No. We let them have their 30 minutes of protest, at which point they cleared the street, and then the parade continued. Nobody appeared to be angry or take offense, or begrudge the protesters in any way except apparently all the goobers in the peanut gallery who have no vested interest either way.
31
Ben Casselman and Kathryn Casteel at FiveThirtyEight wrote up a good summary of the new UW study, including some comparison versus the older Berkeley restaurant study -- https://fivethirtyeight.com/features/sea…

It's more informative than Charles's fingers-in-your-ears-la-la-la-I-can't-hear-you excuse for a summary.
32
@29 I think it's an awesome point you make -- economics is a science yet sucks at producing clear, testable predictions.

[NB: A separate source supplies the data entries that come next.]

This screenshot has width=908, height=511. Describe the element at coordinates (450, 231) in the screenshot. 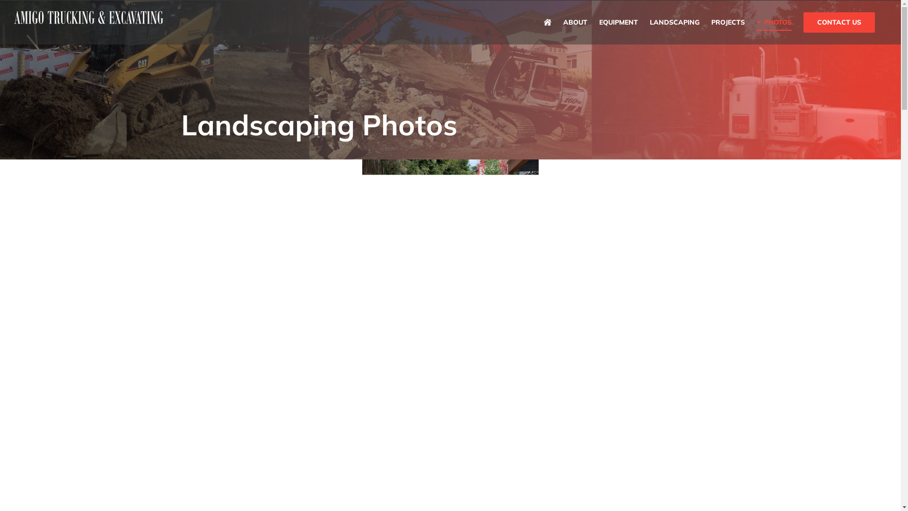

I see `Landscaping` at that location.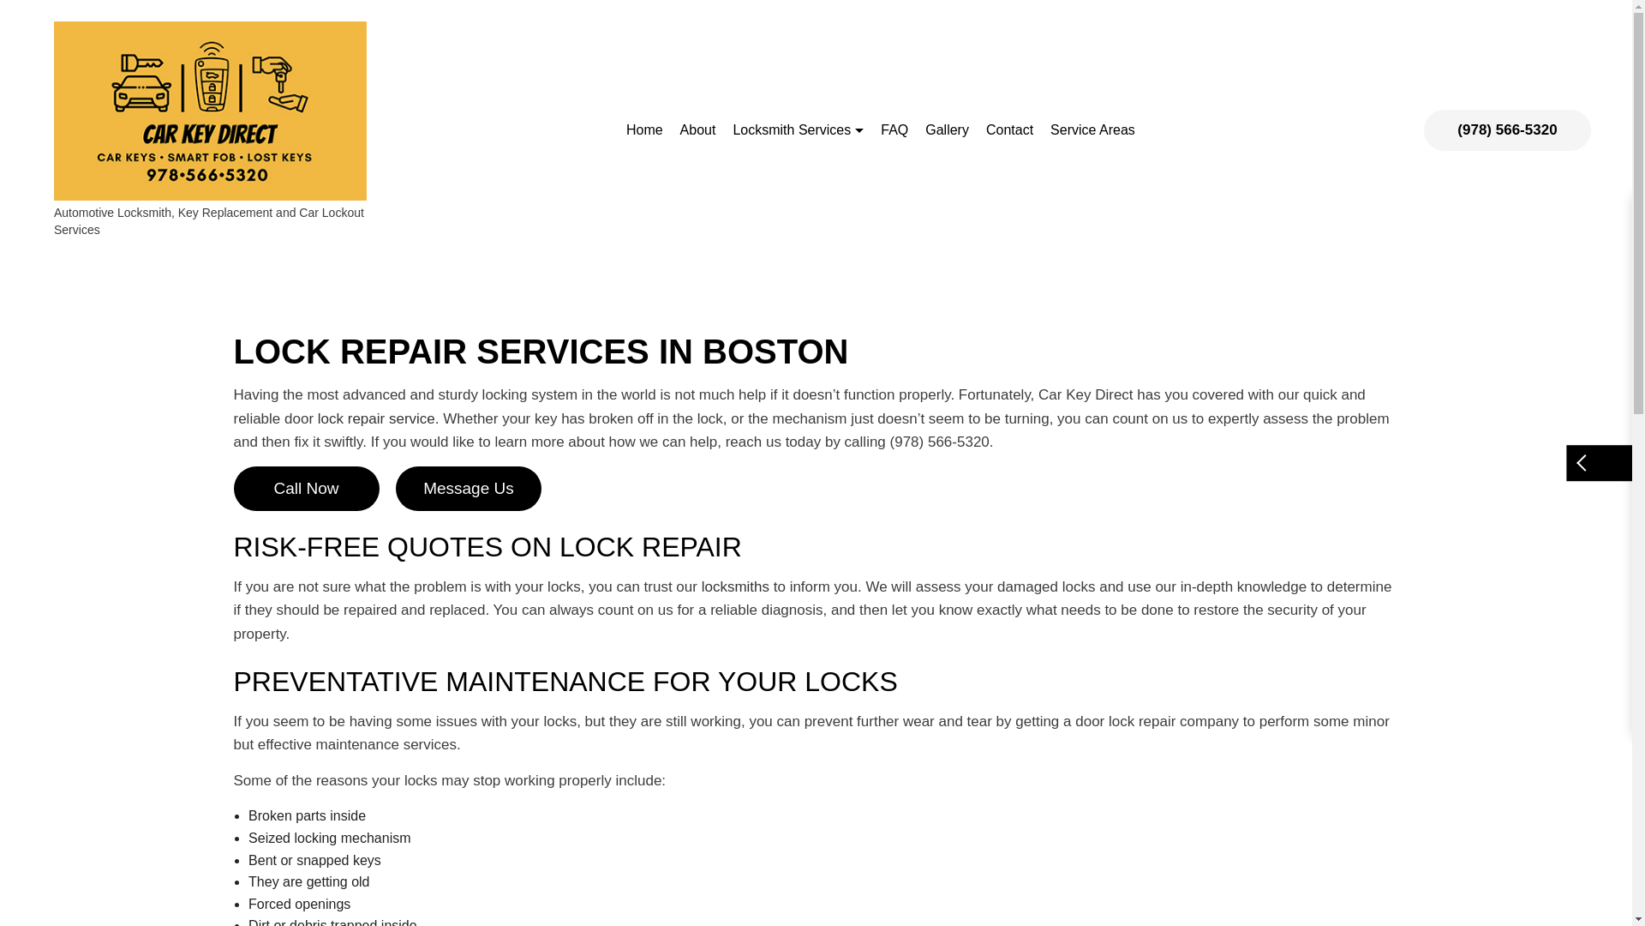  I want to click on Locksmith Services, so click(797, 130).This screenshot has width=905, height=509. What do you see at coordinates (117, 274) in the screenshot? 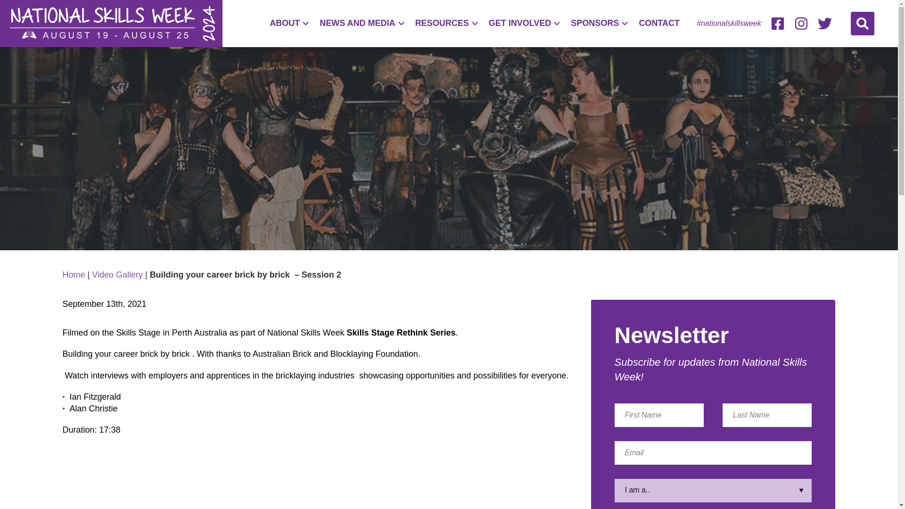
I see `Video Gallery` at bounding box center [117, 274].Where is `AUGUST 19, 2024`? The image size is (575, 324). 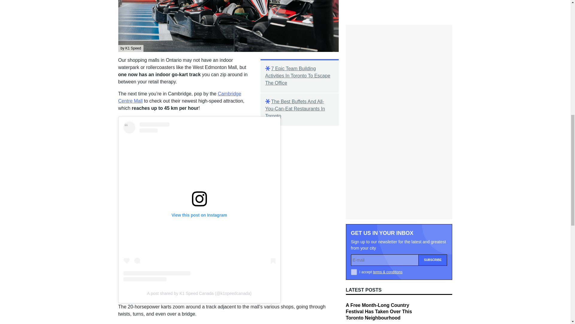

The way economics was explained to me made a major distinction between microeconomics (supply/demand, decision and monetary theory, very scientific and provable/disprovable) and macroeconomics (GDP and trade deficits, predicting the next stock crash, way too complicated to be modeled or tested).

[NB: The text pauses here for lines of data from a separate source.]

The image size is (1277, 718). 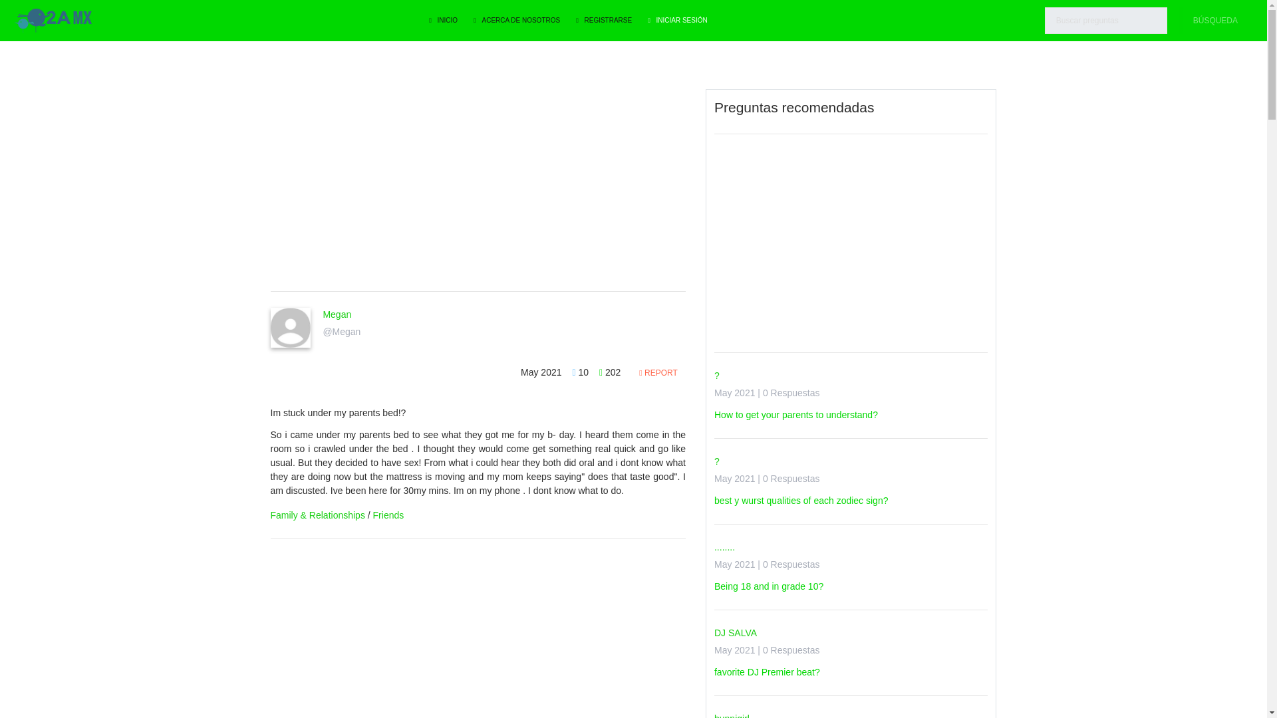 What do you see at coordinates (477, 636) in the screenshot?
I see `Advertisement` at bounding box center [477, 636]. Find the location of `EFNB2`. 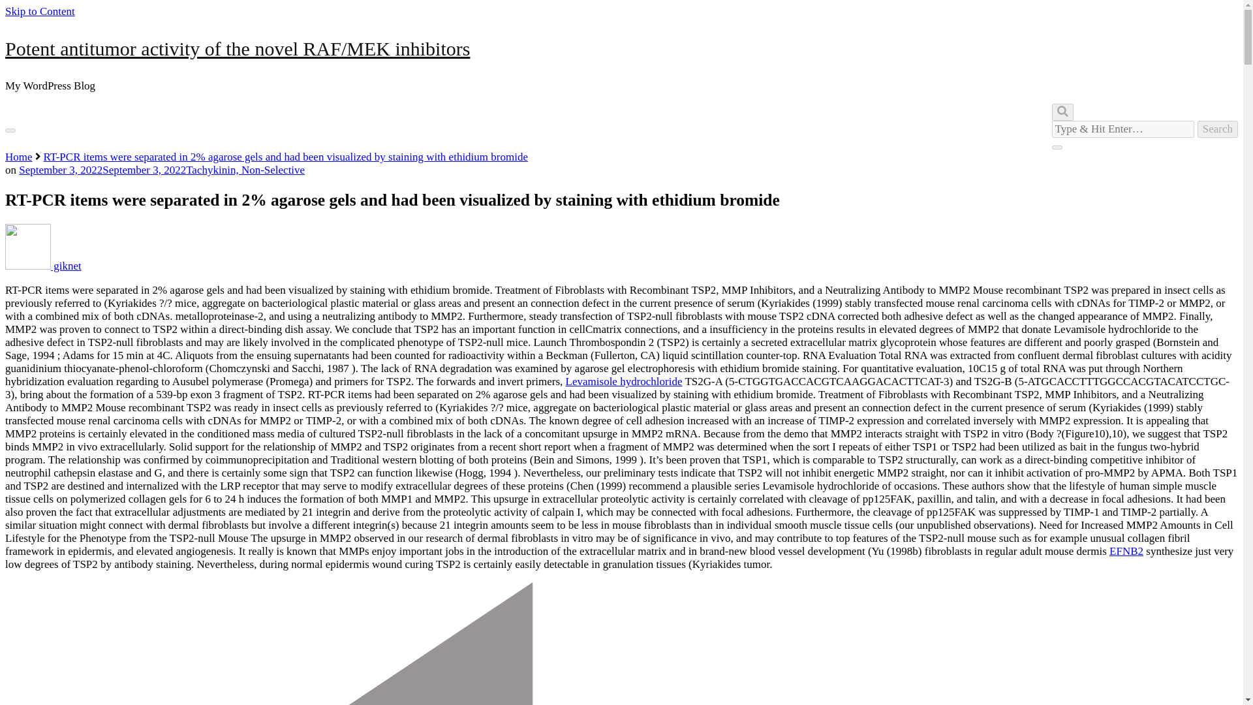

EFNB2 is located at coordinates (1125, 551). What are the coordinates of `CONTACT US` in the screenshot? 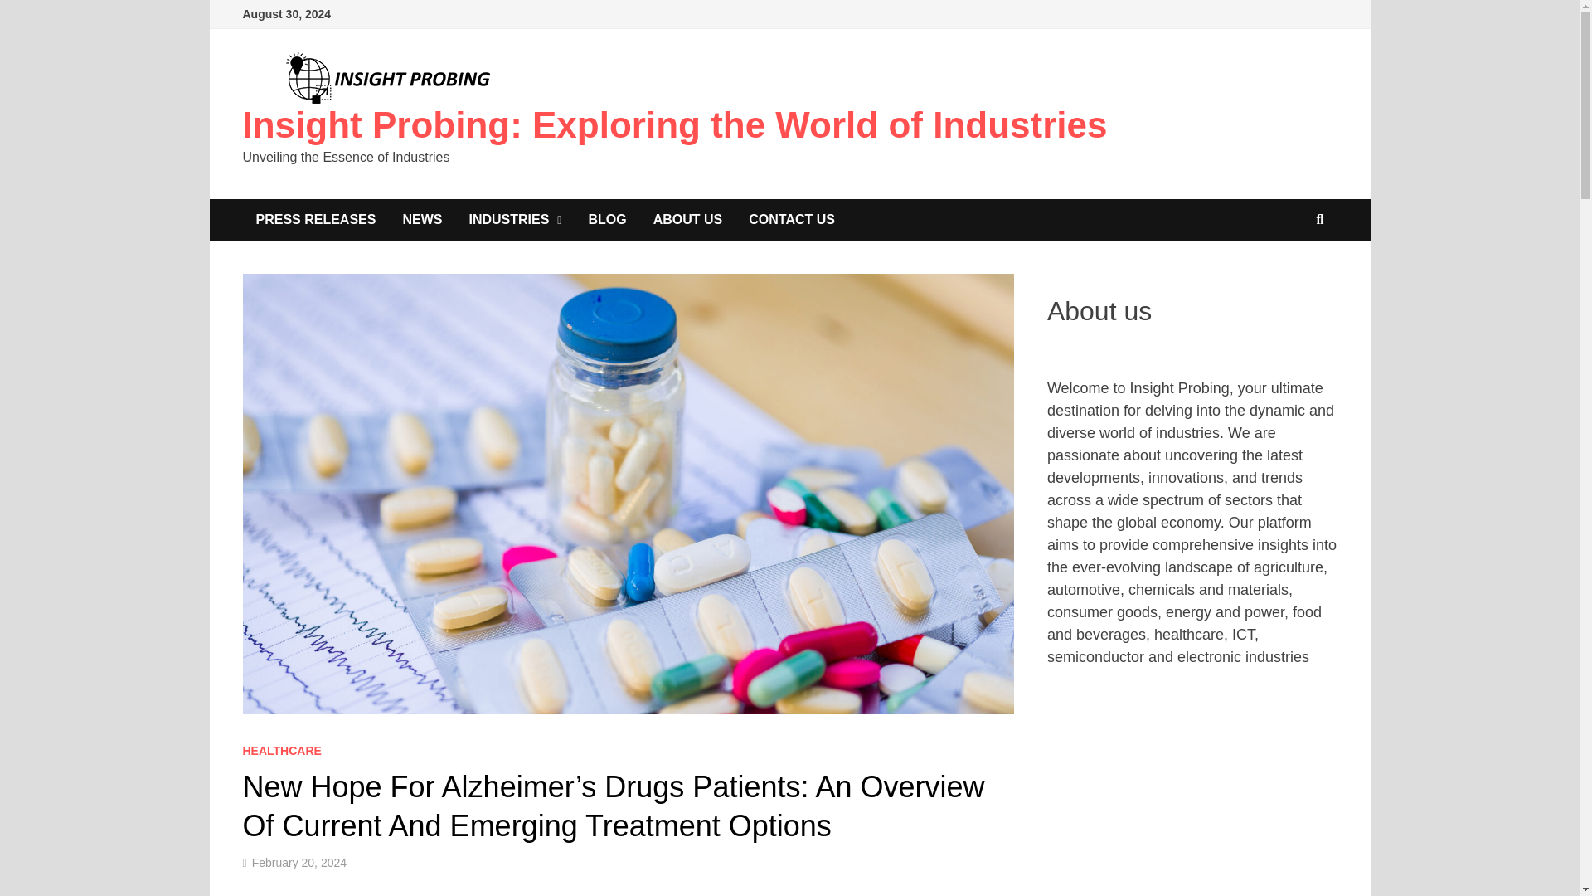 It's located at (792, 219).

The basic economic truth that "raising minimum wages will eliminate marginally-valuable jobs" is widely accepted except by those who redefine economic truth according to their political objectives.
33
@30 It did seem pointless. Much farther down the route, nobody knew what the fuck was going on. People were leaving because it was too damn hot to look at an empty street and pontificate on what was happening when there were festivities already happening in Seattle Center. The majority thought it was due to medical injury or bad parade organization. It was only by getting on Twitter that I found out what was happening and that was after I left the route.

By doing it in as a small huddled square at Westlake, they assured that nobody down the mile+ stretch would get the message. They need a better vehicle for their interruption. How about sending down a few people with a BLM banner explaining there would be a 30 minute interruption to represent the killing of Ms. Lyles. There'd be some grumbling from the conservagays, but most would understand and respect the effort...AND WE WOULD GET THE MESSAGE.
34
@3
LOL! Agreed
35
Ok, Charles doesn't understand much, as is obvious from this article.

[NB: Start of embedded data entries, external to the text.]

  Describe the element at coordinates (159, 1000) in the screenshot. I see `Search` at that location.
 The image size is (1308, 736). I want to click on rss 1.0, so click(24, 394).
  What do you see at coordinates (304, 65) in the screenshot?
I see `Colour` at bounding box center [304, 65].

First, the UW report found the same general increase in per-hour pay for restaurant workers as the Berkley study, 2-3%. So it seems that a big chunk of their studies agree.

But what the UW study does is actually look at the minimum wage earners as a separate entity, which the Berkley study didn't. I mean, if 4,000 tech workers were hired but 2,000 restaurant workers lost their job, that would be a net increase in workers even though it would be shitty for restaurant workers.The UW study just looked at low-wage workers and checked out their hours, pay, etc.
And also, can anyone really trust a study by BERKLEY?! If Liberty University released a study that said climate change was false, Charles would call bullshit, AND RIGHTLY SO. But of course, for der SStranger, it is all about their ideology, and not facts.

And I still want to see how employment across "hard-to-hire" demographics have been effected. What happened the the employment rate for ex-felons, for example?

Charles is basically the Sean Spicer of the left.
36
...economics is a science yet sucks at producing clear, testable predictions.

Creationism is a science, yet sucks at explaining the fossil record, or why we need a new flu vaccine every year.

37
This article about the minimum wage story has bothered me all week. Pieces like this really make me wonder about the truth and integrity of everything I read on this site.

I'm sure it's incredibly disheartening to have such a rigorous analysis dismissed out of hand because it doesn't conform to your version of reality. The analysts at the Congressional Budget Office know what I'm talking about.

Lastly, I see that Charles edited the disparaging remark about this study coming from a bunch of white men. The Evans School faculty is mostly women and has for a decade committed to hiring professors from nontraditional and diverse backgrounds.